Appeals Court Halts Nuclear Waste Storage Fees

As long as the federal government has no viable alternative to Yucca Mountain for storing nuclear waste, power plant operators should not be charged annual fees for the cost of that disposal, the judges ruled.

An appeals court ruling Nov. 19 is a victory for nuclear power plant operators, backing their position that the annual fees collected by the U.S. Department of Energy for storing nuclear wastes at Yucca Mountain are unreasonable. As long as the federal government has no viable alternative to Yucca Mountain for storing nuclear waste, power plant operators should not be charged annual fees for the cost of that disposal, three judges of the U.S. Court of Appeals for the District of Columbia Circuit unanimously ruled in National Association of Regulatory Utility Commissioners v. U.S. Department of Energy, No. 11-1066.

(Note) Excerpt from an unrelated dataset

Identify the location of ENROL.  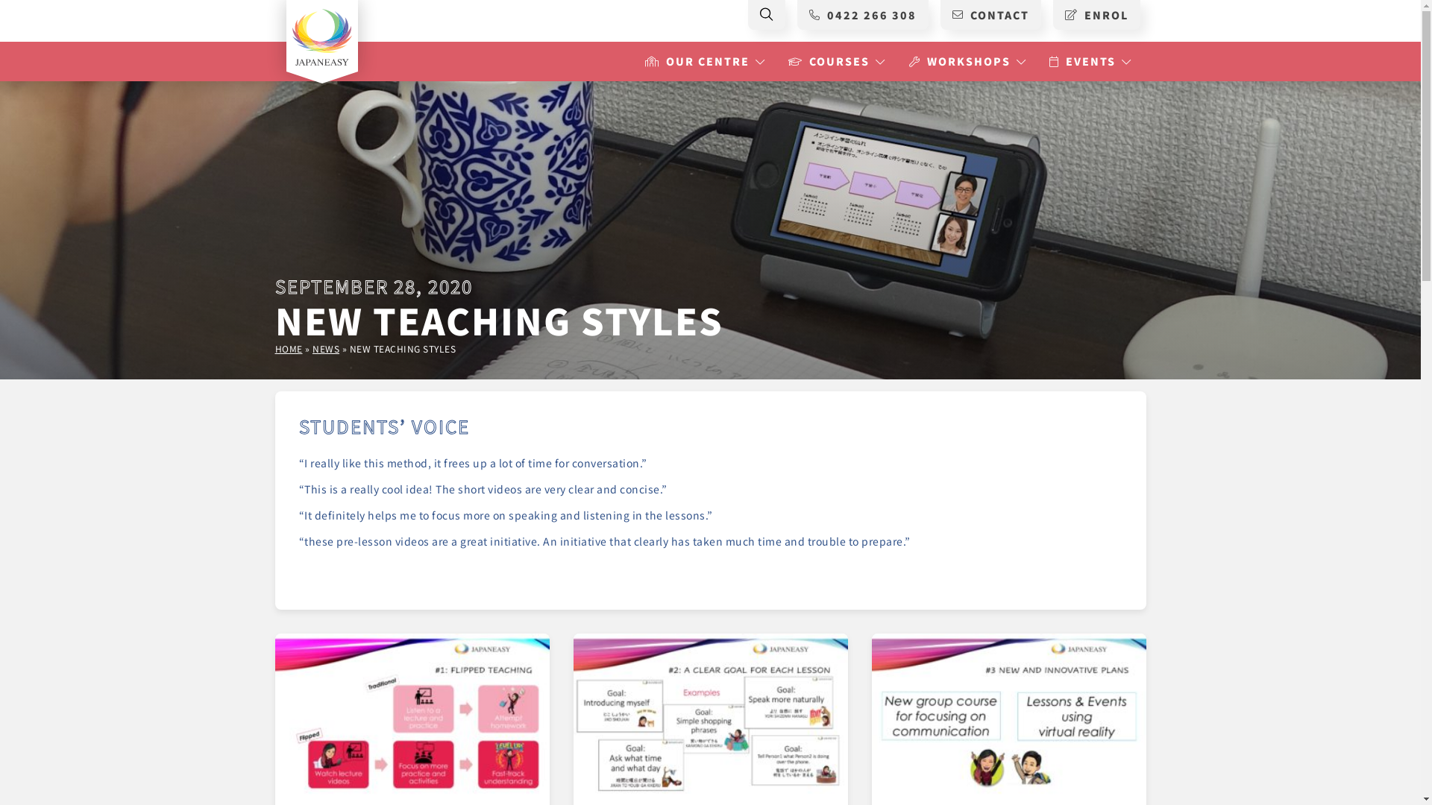
(1096, 15).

The opinion dismisses the government's position entirely. The court previously had ordered DOE to determine the adequacy of the fee paid by plant operators, and the agency still did not determine that, the judges -- Judge Janice Rogers Brown and Senior Judges Laurence H. Silberman and David B. Sentelle -- held, noting the fund accrues interest of $1.3 billion annually.

"According to the Secretary [of Energy], the final balance of the fund to be used to pay the costs of disposal could be somewhere between a $2 trillion deficit and a $4.9 trillion surplus. This range is so large as to be absolutely useless as an analytical technique to be employed to determine -- as the Secretary is obligated to do -- the adequacy of the annual fees paid by petitioners, which would appear to be its purpose," they wrote.

DOE is not currently intending to complete the Yucca Mountain storage complex, according to the decision, but the agency could complete the assessment if the project is revived or Congress enacts a different plan, and then payments could resume.